There is something to be said about occupying time

Adelita Husni-Bey October 26, 2016 0

Naira: Revolution is a process but in language you refer to it as an event. If you refer to the 18 days as revolution in the past tense, “when the revolution happened”, and “after the revolution”,  “INAUDIBLE WORD 4:56 after it’s finished”, it is a very different notion of reality.

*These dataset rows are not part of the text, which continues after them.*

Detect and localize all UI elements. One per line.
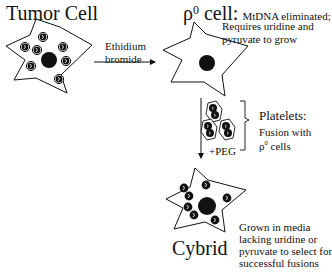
- platelets-desc-tail: cells: [268, 140, 291, 152]
- tumor-cell-title: Tumor Cell: [6, 3, 98, 23]
- nucleus-icon: [199, 55, 215, 71]
- mitochondrion-icon: [58, 42, 67, 51]
- mitochondrion-icon: [211, 216, 220, 225]
- mitochondrion-icon: [32, 45, 41, 54]
- platelet-icon: [201, 119, 217, 140]
- tumor-cell-shape: [6, 19, 92, 93]
- mitochondrion-icon: [184, 203, 193, 212]
- platelets-title: Platelets:: [259, 109, 307, 123]
- rho0-desc-line3: pyruvate to grow: [222, 33, 297, 46]
- nucleus-icon: [41, 52, 57, 68]
- cybrid-desc-line4: successful fusions: [239, 257, 319, 270]
- mitochondrion-icon: [190, 211, 199, 220]
- mitochondrion-icon: [185, 192, 194, 201]
- platelets-desc-line2: ρ0 cells: [259, 140, 291, 153]
- peg-label: +PEG: [209, 145, 236, 158]
- nucleus-icon: [198, 197, 216, 215]
- mitochondrion-icon: [20, 42, 29, 51]
- platelets-bracket: [240, 101, 249, 150]
- cybrid-title: Cybrid: [172, 238, 228, 258]
- mitochondrion-icon: [202, 181, 211, 190]
- rho-symbol: ρ: [183, 2, 193, 24]
- ethidium-label-line2: bromide: [105, 53, 142, 66]
- ethidium-label-line1: Ethidium: [105, 40, 146, 53]
- mitochondrion-icon: [54, 74, 63, 83]
- platelet-icon: [219, 119, 235, 140]
- cybrid-cell-shape: [166, 168, 246, 232]
- platelet-icon: [206, 101, 222, 122]
- mitochondrion-icon: [38, 32, 47, 41]
- mitochondrion-icon: [26, 61, 35, 70]
- mitochondrion-icon: [61, 56, 70, 65]
- rho0-desc-line2: Requires uridine and: [222, 20, 314, 33]
- platelets-desc-line1: Fusion with: [259, 126, 311, 139]
- mitochondrion-icon: [223, 194, 232, 203]
- platelets-group: [201, 101, 235, 140]
- mitochondrion-icon: [180, 184, 189, 193]
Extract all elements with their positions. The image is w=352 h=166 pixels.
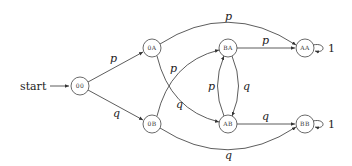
edge-label-AA-loop: 1 xyxy=(328,42,335,55)
edge-BB-loop xyxy=(313,121,323,128)
edge-label-BA-AB: q xyxy=(243,80,250,93)
state-0A: 0A xyxy=(143,39,161,57)
state-label: 0A xyxy=(147,44,156,51)
state-label: BB xyxy=(300,120,310,127)
edge-label-0A-AA: p xyxy=(225,10,232,23)
edge-label-AB-BA: p xyxy=(208,80,215,93)
state-0B: 0B xyxy=(143,115,161,133)
state-BA: BA xyxy=(219,39,237,57)
state-diagram: start p q p q p q p q p q 1 1 00 0A 0B xyxy=(0,0,352,166)
start-label: start xyxy=(20,80,47,93)
edge-label-00-0A: p xyxy=(110,52,117,65)
edge-label-BA-AA: p xyxy=(262,34,269,47)
state-label: AA xyxy=(299,44,310,51)
edge-AB-BA xyxy=(218,56,225,116)
edge-label-0B-BB: q xyxy=(225,149,232,162)
edge-label-00-0B: q xyxy=(113,107,120,120)
edge-label-0B-BA: p xyxy=(170,62,177,75)
state-label: 0B xyxy=(147,120,156,127)
edge-label-BB-loop: 1 xyxy=(328,118,335,131)
state-BB: BB xyxy=(296,115,314,133)
state-AB: AB xyxy=(219,115,237,133)
state-label: AB xyxy=(222,120,233,127)
state-00: 00 xyxy=(71,77,89,95)
edge-label-AB-BB: q xyxy=(262,110,269,123)
state-AA: AA xyxy=(296,39,314,57)
edge-label-0A-AB: q xyxy=(176,98,183,111)
edge-BA-AB xyxy=(232,56,239,116)
edge-AA-loop xyxy=(313,45,323,52)
state-label: BA xyxy=(223,44,233,51)
state-label: 00 xyxy=(76,82,85,89)
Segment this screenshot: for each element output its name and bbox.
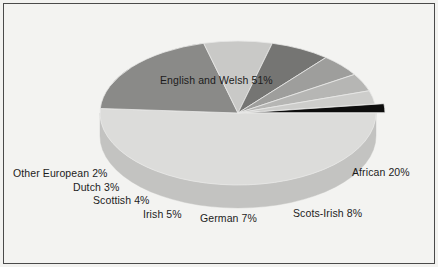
slice-label-scottish: Scottish 4% bbox=[93, 194, 150, 206]
chart-page: English and Welsh 51% African 20% Scots-… bbox=[0, 0, 438, 267]
pie-3d-group bbox=[100, 41, 385, 208]
slice-label-irish: Irish 5% bbox=[143, 208, 182, 220]
slice-label-other-european: Other European 2% bbox=[13, 167, 108, 179]
slice-label-scots-irish: Scots-Irish 8% bbox=[293, 207, 362, 219]
slice-label-dutch: Dutch 3% bbox=[73, 181, 119, 193]
slice-label-english-and-welsh: English and Welsh 51% bbox=[160, 74, 273, 86]
slice-label-african: African 20% bbox=[352, 166, 410, 178]
pie-chart-graphic bbox=[0, 0, 438, 267]
slice-label-german: German 7% bbox=[200, 212, 257, 224]
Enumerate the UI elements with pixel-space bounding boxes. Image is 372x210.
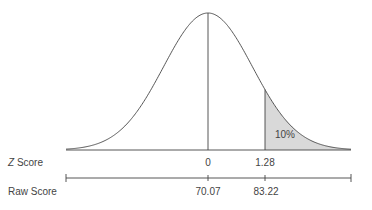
z-tick-label-mean: 0: [205, 157, 211, 169]
z-score-axis-label: Z Score: [8, 157, 43, 169]
raw-tick-label-mean: 70.07: [195, 186, 220, 198]
z-tick-label-cutoff: 1.28: [255, 157, 274, 169]
raw-score-axis-label: Raw Score: [8, 186, 57, 198]
normal-curve: [66, 13, 351, 149]
raw-tick-label-cutoff: 83.22: [253, 186, 278, 198]
score-word: Score: [14, 157, 43, 168]
normal-distribution-chart: [0, 0, 372, 210]
shaded-percent-label: 10%: [275, 129, 295, 141]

Lina: I am growing very aversive to the notion of ‘unfinished’, I have asked some copy editors not to use it because I didn’t understand that before but more than ever as means of resisting the ongoing state of depression after June 30 among us, and deeming that the revolution has failed, I think it is inscribed in my head more and more that it doesn’t make sense to think that the revolution is a story that needs to end ever happily or sadly. It is a state of mind. It is a condition. It’s not something that is supposed to finish.

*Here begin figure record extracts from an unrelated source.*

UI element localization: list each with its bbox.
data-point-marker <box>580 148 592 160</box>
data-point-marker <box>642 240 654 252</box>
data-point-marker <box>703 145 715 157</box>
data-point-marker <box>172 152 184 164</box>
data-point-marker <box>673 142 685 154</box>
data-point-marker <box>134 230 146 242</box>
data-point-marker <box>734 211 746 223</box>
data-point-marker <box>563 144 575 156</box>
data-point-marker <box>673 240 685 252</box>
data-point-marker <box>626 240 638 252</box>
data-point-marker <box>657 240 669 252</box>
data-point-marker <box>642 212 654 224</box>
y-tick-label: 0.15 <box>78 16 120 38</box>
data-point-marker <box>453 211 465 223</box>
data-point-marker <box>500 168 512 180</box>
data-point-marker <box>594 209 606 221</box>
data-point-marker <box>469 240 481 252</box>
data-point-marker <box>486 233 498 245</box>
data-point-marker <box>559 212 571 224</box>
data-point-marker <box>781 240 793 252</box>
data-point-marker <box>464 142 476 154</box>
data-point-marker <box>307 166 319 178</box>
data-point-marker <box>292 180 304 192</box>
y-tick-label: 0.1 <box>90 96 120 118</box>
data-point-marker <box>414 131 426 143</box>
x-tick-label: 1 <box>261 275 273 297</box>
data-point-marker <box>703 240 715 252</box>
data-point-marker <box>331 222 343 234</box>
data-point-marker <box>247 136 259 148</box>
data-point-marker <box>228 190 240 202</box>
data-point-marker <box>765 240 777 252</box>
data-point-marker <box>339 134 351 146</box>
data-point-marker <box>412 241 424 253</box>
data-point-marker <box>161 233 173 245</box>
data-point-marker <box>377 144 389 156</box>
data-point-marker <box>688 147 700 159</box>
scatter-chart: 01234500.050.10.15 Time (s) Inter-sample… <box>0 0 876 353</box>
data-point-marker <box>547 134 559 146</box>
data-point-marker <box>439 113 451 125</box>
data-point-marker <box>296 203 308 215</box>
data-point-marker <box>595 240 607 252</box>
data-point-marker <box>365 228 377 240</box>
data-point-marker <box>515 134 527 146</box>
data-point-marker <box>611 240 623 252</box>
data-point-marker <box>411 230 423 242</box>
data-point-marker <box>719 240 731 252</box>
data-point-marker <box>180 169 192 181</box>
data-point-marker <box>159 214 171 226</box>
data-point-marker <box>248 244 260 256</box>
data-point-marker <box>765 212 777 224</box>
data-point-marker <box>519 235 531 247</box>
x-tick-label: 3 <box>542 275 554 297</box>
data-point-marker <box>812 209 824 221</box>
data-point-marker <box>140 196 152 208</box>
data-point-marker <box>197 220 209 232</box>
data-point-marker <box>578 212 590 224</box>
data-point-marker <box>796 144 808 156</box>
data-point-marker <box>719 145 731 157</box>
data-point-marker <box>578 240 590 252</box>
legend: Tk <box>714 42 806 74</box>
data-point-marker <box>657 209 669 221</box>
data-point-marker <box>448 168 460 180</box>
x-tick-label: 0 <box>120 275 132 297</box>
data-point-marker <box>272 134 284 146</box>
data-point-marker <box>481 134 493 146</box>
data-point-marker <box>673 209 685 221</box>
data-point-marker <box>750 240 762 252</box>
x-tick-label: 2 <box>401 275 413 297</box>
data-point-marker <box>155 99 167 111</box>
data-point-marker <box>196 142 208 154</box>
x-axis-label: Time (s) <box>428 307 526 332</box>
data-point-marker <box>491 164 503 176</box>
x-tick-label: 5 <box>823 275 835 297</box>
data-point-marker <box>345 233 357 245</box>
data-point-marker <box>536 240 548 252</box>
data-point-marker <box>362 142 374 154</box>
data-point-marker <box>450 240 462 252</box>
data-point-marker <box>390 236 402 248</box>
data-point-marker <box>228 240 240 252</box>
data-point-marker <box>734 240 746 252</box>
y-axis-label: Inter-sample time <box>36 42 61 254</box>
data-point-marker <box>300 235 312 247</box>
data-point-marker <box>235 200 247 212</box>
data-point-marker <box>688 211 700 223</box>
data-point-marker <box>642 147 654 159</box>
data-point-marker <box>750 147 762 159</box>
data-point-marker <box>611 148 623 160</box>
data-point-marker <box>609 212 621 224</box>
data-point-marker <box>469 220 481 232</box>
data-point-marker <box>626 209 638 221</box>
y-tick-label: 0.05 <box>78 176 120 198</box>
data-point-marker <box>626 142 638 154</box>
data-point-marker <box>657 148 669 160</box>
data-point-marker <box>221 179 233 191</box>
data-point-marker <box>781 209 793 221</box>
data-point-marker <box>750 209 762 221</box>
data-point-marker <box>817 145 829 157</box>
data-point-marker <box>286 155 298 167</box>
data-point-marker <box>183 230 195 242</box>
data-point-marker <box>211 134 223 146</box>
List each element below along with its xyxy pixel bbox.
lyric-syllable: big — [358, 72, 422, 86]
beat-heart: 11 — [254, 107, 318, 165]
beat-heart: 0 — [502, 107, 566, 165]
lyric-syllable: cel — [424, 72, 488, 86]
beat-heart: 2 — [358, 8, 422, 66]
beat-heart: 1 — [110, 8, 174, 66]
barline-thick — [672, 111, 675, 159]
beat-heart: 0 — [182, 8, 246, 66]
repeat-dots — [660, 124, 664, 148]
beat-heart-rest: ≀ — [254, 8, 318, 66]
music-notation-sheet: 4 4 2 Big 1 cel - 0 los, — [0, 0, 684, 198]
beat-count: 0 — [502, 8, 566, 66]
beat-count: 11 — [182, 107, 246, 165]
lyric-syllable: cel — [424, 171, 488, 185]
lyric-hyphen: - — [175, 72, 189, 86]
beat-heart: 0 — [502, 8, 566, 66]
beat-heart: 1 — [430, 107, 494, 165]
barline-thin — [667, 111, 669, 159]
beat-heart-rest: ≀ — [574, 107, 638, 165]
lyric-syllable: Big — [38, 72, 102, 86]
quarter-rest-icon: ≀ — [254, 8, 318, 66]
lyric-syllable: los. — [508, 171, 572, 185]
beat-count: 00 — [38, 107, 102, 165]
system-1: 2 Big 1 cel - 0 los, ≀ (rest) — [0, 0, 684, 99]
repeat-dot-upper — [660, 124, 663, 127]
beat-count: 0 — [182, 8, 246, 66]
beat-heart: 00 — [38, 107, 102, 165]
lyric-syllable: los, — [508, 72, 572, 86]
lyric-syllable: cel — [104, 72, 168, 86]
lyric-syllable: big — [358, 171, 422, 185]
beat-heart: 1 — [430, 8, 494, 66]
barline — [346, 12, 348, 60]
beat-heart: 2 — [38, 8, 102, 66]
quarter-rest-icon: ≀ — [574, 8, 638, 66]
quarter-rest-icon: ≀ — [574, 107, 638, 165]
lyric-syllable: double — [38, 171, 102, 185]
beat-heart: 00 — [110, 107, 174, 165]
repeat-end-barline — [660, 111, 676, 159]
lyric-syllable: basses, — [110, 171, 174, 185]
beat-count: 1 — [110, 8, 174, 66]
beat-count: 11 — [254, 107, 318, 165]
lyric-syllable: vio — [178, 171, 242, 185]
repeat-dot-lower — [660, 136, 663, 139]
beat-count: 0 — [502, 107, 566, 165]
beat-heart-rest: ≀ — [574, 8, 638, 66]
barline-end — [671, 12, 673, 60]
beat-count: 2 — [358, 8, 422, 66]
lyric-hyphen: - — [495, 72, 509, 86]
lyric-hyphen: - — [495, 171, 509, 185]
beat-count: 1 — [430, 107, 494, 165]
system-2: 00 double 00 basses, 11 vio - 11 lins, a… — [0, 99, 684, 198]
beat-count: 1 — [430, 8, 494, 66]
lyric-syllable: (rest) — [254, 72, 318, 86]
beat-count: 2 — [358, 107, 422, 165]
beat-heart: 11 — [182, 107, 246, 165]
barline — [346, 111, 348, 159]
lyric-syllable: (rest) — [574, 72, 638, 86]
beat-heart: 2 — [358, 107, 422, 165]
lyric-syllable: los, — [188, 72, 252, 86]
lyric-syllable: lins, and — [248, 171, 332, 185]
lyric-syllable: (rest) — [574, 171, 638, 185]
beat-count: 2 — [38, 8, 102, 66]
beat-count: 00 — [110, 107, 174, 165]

Adelita: Do we want to write temporality?

Heba: Unfinished.

Adelita: Unfinished.

Heba: Actually, what you said reminded me of something which we can either think of it as finished and failed or unfinished. So maybe, failed, unfinished.

Lina: There is something more and more naïve about this word ‘unfinished’.

Naira: Why? Because you think it implies something INAUDIBLE WORD 7:30.

Lina: Yea.  I call us collectively naïve. It is the state of naivete that revolution also  produces because it is an event that produces impatience. It also produces these illusions that things were really bad and all of a sudden, they will be so good because there is a revolution and part of that is this whole counter reaction; which is it failed, it is unfinished. We need to shift the paradigm to something else. It is no longer something that happened and that has a promise. It is a condition.

About the author: Adelita Husni-Bey View all posts by
Adelita Husni-Bey stages workshops and produces publications, radio broadcasts, archives and exhibitions focused on using collectivist and non-competitive pedagogical models within the framework of urban studies. In her 10 years of practicing as both an artist and a pedagogue, Adelita has worked with activists, architects, journalists, jurists, schoolchildren, spoken word poets, students, and teachers on unpacking the complexity of collectivity and role-making. To make good what can never be made good: what we owe each other. Recent solo exhibitions include: A Wave in the Well, Sursock Museum, Beirut, 2016, Movement Break, Kadist foundation, 2015, Playing Truant, Gasworks, 2012. She has participated in The Eighth Climate, 11th Gwangju Biennale, 2016, Ennesima, Triennale di Milano, 2015, Undiscovered Worlds, the High Line, 2015, Really Useful Knowledge, Reina Sofia museum, 2014, Utopia for Sale?, MAXXI museum, 2014 and has held workshops and lectures at ESAD Grenoble, 2016, The New School, 2015, Sandberg Institute, 2015, Museo del 900, 2013, Temple University, 2013, Birkbeck University, 2011 amongst other spaces. She is a 2012 Whitney Independent Study Program fellow and is currently working on chapter III of ‘White Paper’, a project based on the changing face of legislation in relationship to private ownership and the commons in cities.